Voters in Minneapolis will have their second opportunity this November to rank candidates based on preference. But how many rankings should they get? The current number is three, but a City Council committee on Thursday took testimony about the implications of increasing it to five or more. The discussion initially arose during an elections committee meeting earlier this week focused on some technical changes to the ranked choice voting process and interpretations of voter intent. Ranked choice voting, which the city used during a less contentious election in 2009, takes into account voters’ rankings to choose a winner if a candidate does not get more than 50 percent of the first-choice votes. The candidate with the fewest first-choice votes is eliminated after each round – and their supporters’ votes are redistributed based on their rankings – until someone surpasses 50 percent.

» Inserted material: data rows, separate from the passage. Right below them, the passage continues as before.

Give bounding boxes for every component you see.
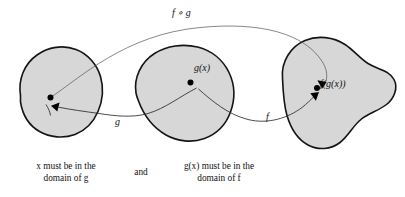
- caption-domain-of-f: g(x) must be in the domain of f: [158, 161, 280, 184]
- function-composition-figure: f ∘ g g(x) f(g(x)) g f x must be in the …: [0, 0, 405, 197]
- label-f-of-g-of-x: f(g(x)): [320, 79, 346, 89]
- point-gx: [188, 80, 194, 86]
- caption-domain-of-g-line1: x must be in the: [36, 161, 95, 171]
- label-arrow-g: g: [115, 117, 120, 127]
- label-g-of-x: g(x): [194, 63, 210, 73]
- point-x: [48, 95, 54, 101]
- caption-conjunction-text: and: [134, 167, 147, 177]
- label-arrow-f: f: [266, 112, 269, 122]
- label-f-compose-g: f ∘ g: [172, 8, 191, 18]
- set-blob-range-of-f: [282, 37, 395, 148]
- caption-domain-of-g: x must be in the domain of g: [12, 161, 120, 184]
- set-blob-domain-of-f: [136, 45, 234, 141]
- caption-domain-of-f-line1: g(x) must be in the: [184, 161, 254, 171]
- caption-domain-of-g-line2: domain of g: [44, 173, 89, 183]
- caption-conjunction: and: [122, 167, 160, 179]
- caption-domain-of-f-line2: domain of f: [197, 173, 240, 183]
- set-blob-domain-of-g: [20, 47, 102, 137]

FairVote Minnesota, which advocated the adoption of ranked choice voting, pushed for the extra ranking opportunities. Jeanne Massey, the group’s executive director, said more choices results in fewer “exhausted” ballots – ballots that contain only candidates that have already been dropped.
“Three is an artificial cap,” Massey said. “We know that the exhausted ballot pile grows when that limitation exists.”
Three is the most common number of rankings in the Bay Area of California, one of the only other areas in the country that uses ranked choice voting.
But making the change would also affect the design of the ballots, which might have to be extra pages, and voter education, which is going to be formalized in early June.